+ SNAP benefits for millions on the line.

Get full access to Reuters.com for just $1/week. Subscribe now.

 

The Daily Docket

The Daily Docket

A newsletter by Reuters and Westlaw

 

By Caitlin Tremblay

Good morning. A group of Democratic-led states will ask a federal judge to block the Trump administration from suspending food benefits during the shutdown. Plus, Florida now has a menu of a dozen options to curtail or eliminate the ABA’s role in attorney admissions; and law school AI clubs multiply as students brace for the future. As we continue to celebrate 40 years of Reuters Pictures, here are some of the most defining photos from 2006-2015. Let’s get going.

 

States to urge U.S. judge to block Trump administration from suspending food benefits

 

REUTERS/Fred Greaves

A coalition of Democratic-led states will urge a federal judge to block the Trump administration from carrying out what would be a historic lapse in food aid for millions of Americans that is set to begin November 1 amid an ongoing government shutdown. Here’s what to know:

  • A group of 25 Democrat-led states sued the Trump administration on Tuesday challenging the cuts to SNAP benefits, also known as food stamps. Read the complaint. 
  • Today, the states will urge U.S. District Judge Indira Talwani in Boston to order the USDA to use $6 billion in contingency funds to pay for the SNAP program, which costs about $8 billion monthly.
  • The states are seeking a TRO that would allow SNAP benefits to be administered in November.
  • The USDA's shutdown plan, released last month, had cited the contingency funds as being available to continue funding SNAP benefits during a government shutdown. But last week the department updated its website to say no benefits would be issued on November 1 as scheduled, stating "the well has run dry."
  • At stake is whether more than 41 million low-income Americans will receive their November benefits, which would mark the first time payments have lapsed due to a government shutdown in the program's 60-year history.
 

Coming up today

  • Several leading medical organizations will urge U.S. District Judge Brian Young in Boston to not allow the Trump administration to pause during the government shutdown a lawsuit against U.S. Health Secretary Robert F. Kennedy Jr. and the Department of Health and Human Services, arguing that current policies on COVID-19 vaccines pose an imminent threat to public health.
  • Former FBI Director James Comey faces a deadline to file additional legal challenges to the criminal case accusing him of making false statements to Congress.
  • Magellan Diagnostics' former chief operating officer Hossein Maleknia is slated to be sentenced after agreeing to plead guilty to U.S. charges that he helped distribute the company's lead-testing devices without reporting a malfunction that caused the products to generate inaccurately low results.
  • Retired U.S. Supreme Court Justice Anthony Kennedy is scheduled to speak with Stanford University Provost Jenny Martinez at Stanford Law School in Palo Alto, California.
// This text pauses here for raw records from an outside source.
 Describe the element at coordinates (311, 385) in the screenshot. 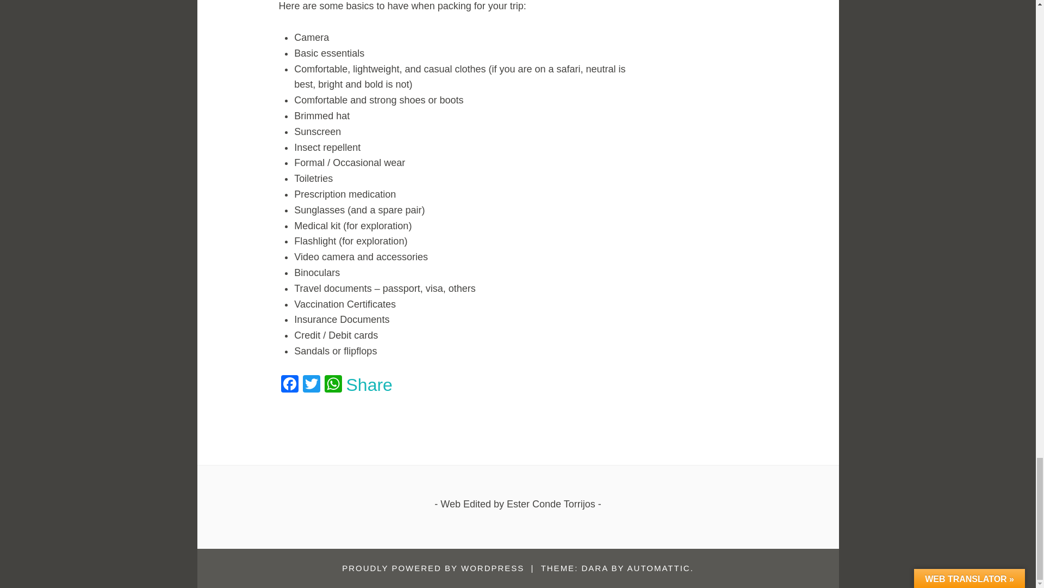

I see `Twitter` at that location.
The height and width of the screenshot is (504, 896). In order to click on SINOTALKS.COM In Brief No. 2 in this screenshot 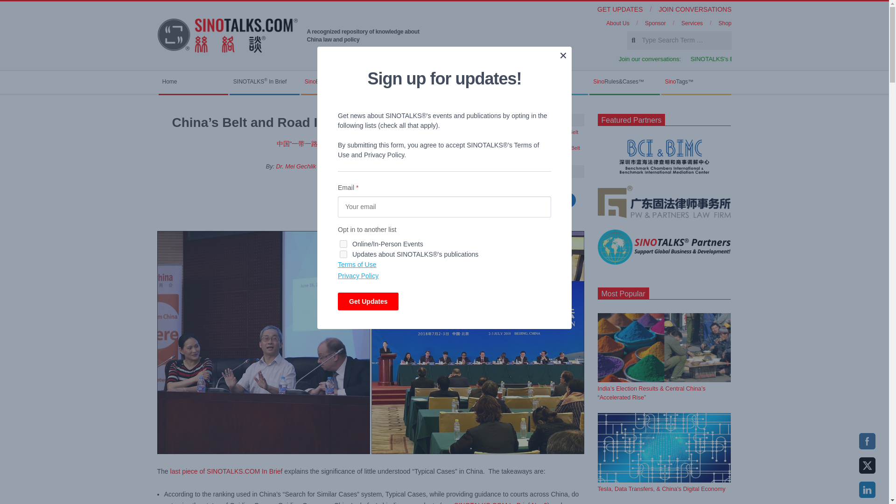, I will do `click(501, 503)`.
Court calendars are subject to last-minute docket changes.

 

More top news

  • Portland police say Trump's troop deployment inflamed protests
  • US judge cuts Standing Rock verdict against Greenpeace to $345 million
  • Prosecutors suspended after calling January 6 defendants 'mob of rioters,' sources say
  • Trump acknowledges constitutional limits on third term, for now
  • Universal Music settles copyright dispute with AI firm Udio
 
 

Industry insight

  • There is a growing list of law schools where students have formed clubs or organizations dedicated to AI, including Harvard, Stanford and the University of Pennsylvania. Read more about how law students are bracing for the future.
  • Florida, which has the nation’s fourth-largest lawyer population and 12 law schools, now has a menu of a dozen options to curtail or eliminate the ABA’s role in attorney admissions. Read more about it here.
  • Gibson Dunn said it teamed up with the Anti-Defamation League to launch a coordinated effort to provide free legal services to victims of antisemitism. Read more here.
  • Moves: Duncan Speller, co-chair of Willkie’s international arbitration practice, moved to Duane Morris as co-chair of the international disputes group … Nelson Mullins added international arbitration partner Lena Serhan from White & Case … Frost Brown Todd added real estate partner Beth Freemal from Chavez Properties where she was general counsel … Barnes & Thornburg elected 16 new partners.
 
 
 

In the courts

  • The U.S. Supreme Court signaled that it is actively debating how to interpret the wording of a law that limits when a president can use members of the National Guard in a challenge to Donald Trump's bid to dispatch troops to the Chicago area. Read more here. 
  • At least two judges on a 2nd Circuit panel considering whether Argentina must pay investors $16.1 billion after seizing control of state-owned oil company YPF in 2012 questioned whether the case belonged in the United States. Read more about the arguments here. 
  • U.S. Customs and Border Patrol commander-at-large Gregory Bovino won’t have to appear before a judge in Chicago after the 7th Circuit paused her order directing him to come to court every weekday to answer questions about the Trump administration’s immigration crackdown in the city.